Saturday, November 21, 2020

If History Is a Guide, the 2020 Atlantic Hurricane Season Might Not End on November 30

 Jonathan Erdman

Published: November 17, 2020



The 2020 Atlantic hurricane season might not necessarily end when December begins, potentially adding to a record number of storms.

At this point, hurricane fatigue is completely understandable. Thirty named storms, 13 of which became hurricanes, six of which strengthened to Category 3 or stronger – all in one hurricane season.

We've blown past the previous record for storms in any season – 28 in 2005 – and have gone deeper into the Greek alphabet for naming storms than ever before after exhausting the first 21 names of the 2020 list.

We've had a pair of hurricanes – Laura and then Delta – landfall in southern Louisiana just 14 miles apart, and in Nicaragua – Eta and Iota – 15 miles apart in the same season.

A record 12 storms have made a mainland U.S. landfall.

2020 Hurricane Season Tracks

But, unwelcome as it may be at the end of a record-breaking season, there is historical precedence for "postseason storms."

The Season Doesn't Capture All Storms

Officially, the Atlantic hurricane season runs from June 1 through Nov. 30. That time frame was selected to encompass 97% of all Atlantic tropical storms and hurricanes, according to NOAA's Hurricane Research Division.

Tropical storms, hurricanes and major hurricanes in the Atlantic Basin, by month, from 1851 to 2013. The June 1 to Nov. 30 hurricane season is highlighted in the warmer colors. A few named storms are shown in other times of year in the teal-colored sections of the graph.

But what about the other 3%?

You can see in the NOAA graph above that a small number of tropical storms and even hurricanes have occurred primarily in May and December, but also in every other month outside of hurricane season.

Past Decembers, Januaries and Februaries

According to NOAA's Best Track Database, 10 storms have formed in December, and another four storms formed in either January or February from 1950 through 2019.

Four of those postseason storms became hurricanes, most recently Hurricane Alex in January 2016.

As seen in the track map below, most of these storms in the winter months occurred in the central Atlantic Ocean far from land.

Tracks of 14 storms that developed in December, January or February since 1950. Locations of the four hurricanes are labeled and denoted by icons.

In 2003, a pair of tropical storms, Odette and Peter, formed within three days of each other in early December. Odette was the first December tropical storm to form in the Caribbean Sea.

The prolific 2005 season generated its final storm, Zeta, on Dec. 30, lasting until Jan. 7 in the central Atlantic. Earlier in December 2005, Epsilon became a hurricane in the central Atlantic.

Did Any Affect Land?

After November, it's extremely difficult to get a tropical storm to form anywhere near the mainland U.S., much less have it pulled toward the mainland.

The winter jet stream usually kicks into high gear in the Lower 48 states, ushering in colder, drier air to the continental U.S. and also cooling water in the Gulf of Mexico and off the East Coast.

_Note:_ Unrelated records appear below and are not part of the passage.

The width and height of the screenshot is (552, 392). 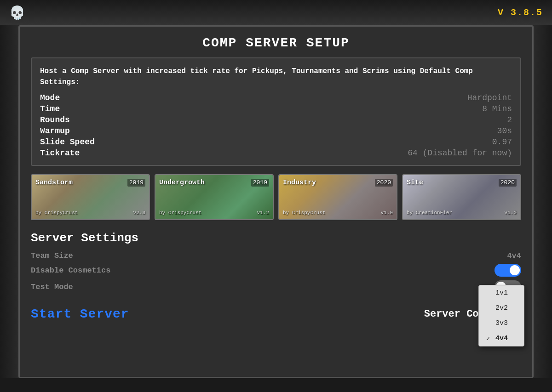 I want to click on dropdown-trigger: 4v4, so click(x=514, y=256).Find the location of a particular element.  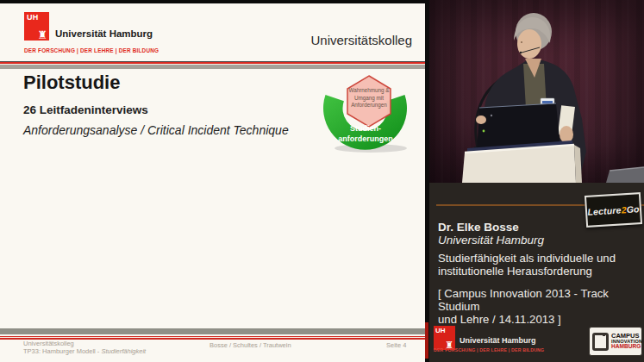

uhh-logo-small: UH ♜ is located at coordinates (445, 338).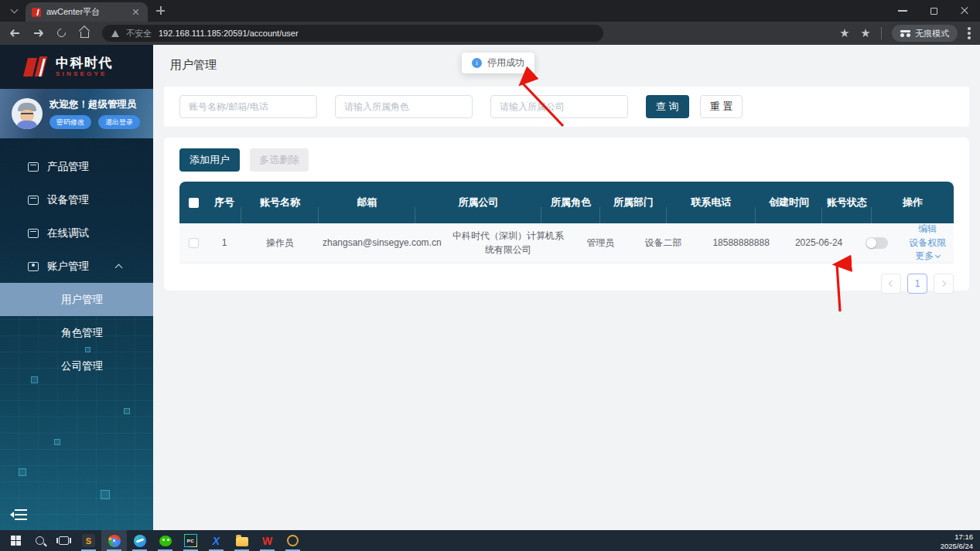 The width and height of the screenshot is (980, 551). Describe the element at coordinates (77, 266) in the screenshot. I see `sidebar-item-account-management: 账户管理` at that location.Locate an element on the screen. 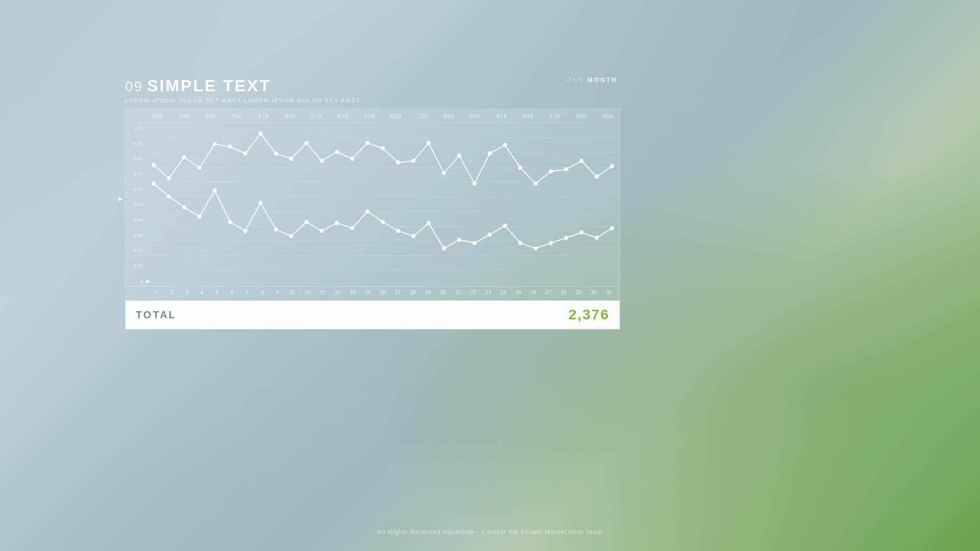 This screenshot has width=980, height=551. y-label-03k: 03K is located at coordinates (139, 235).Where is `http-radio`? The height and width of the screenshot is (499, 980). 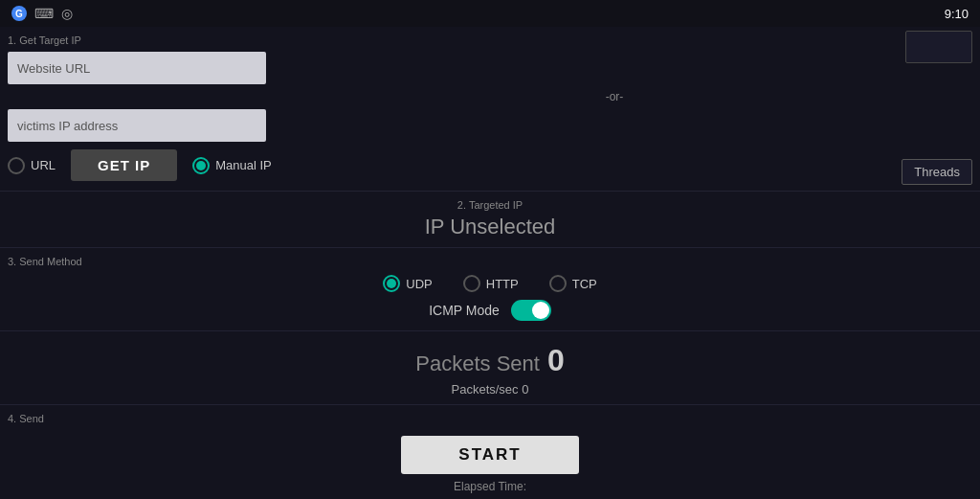
http-radio is located at coordinates (472, 284).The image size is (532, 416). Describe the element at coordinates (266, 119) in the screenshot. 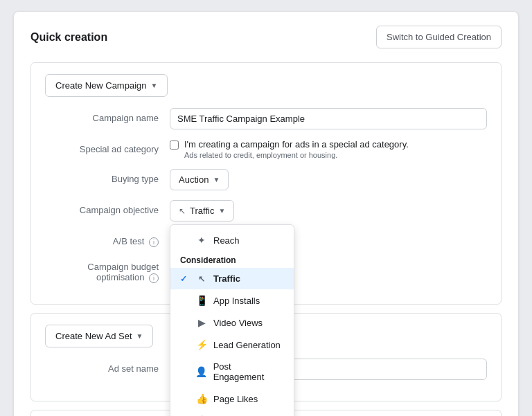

Since 1950, only one such postseason storm affected the mainland U.S., a freak early February 1952 tropical storm which brushed across the Florida Peninsula.

But a number of these postseason storms impacted other land areas.

Alex in January 2016 made landfall in the Azores as a tropical storm.

Hurricane Alice backed southwestward over the northern Leeward Islands just after New Year's Day 1955. Homes, businesses and crops were damaged or destroyed in Anguilla, Saba, Saint Barthélemy, Sint Eustatius and Saint Kitts.

As this predated the era of satellites, meteorologists had to rely on ships and reports from other islands to piece together the development and approach of this small hurricane.

A radar image from the USS Midway of Hurricane Alice northeast of the British Virgin Islands on Jan. 1, 1955.

The aforementioned Tropical Storm Odette in 2003 and also Tropical Storm Olga in 2007 each plowed through Hispaniola, triggering deadly flash flooding. Olga claimed at least 22 lives in the Dominican Republic.

The Weather Company’s primary journalistic mission is to report on breaking weather news, the environment and the importance of science to our lives. This story does not necessarily represent the position of our parent company, IBM.

The Weather Company’s primary journalistic mission is to report on breaking weather news, the environment and the importance of science to our lives. This story does not necessarily represent the position of our parent company, IBM.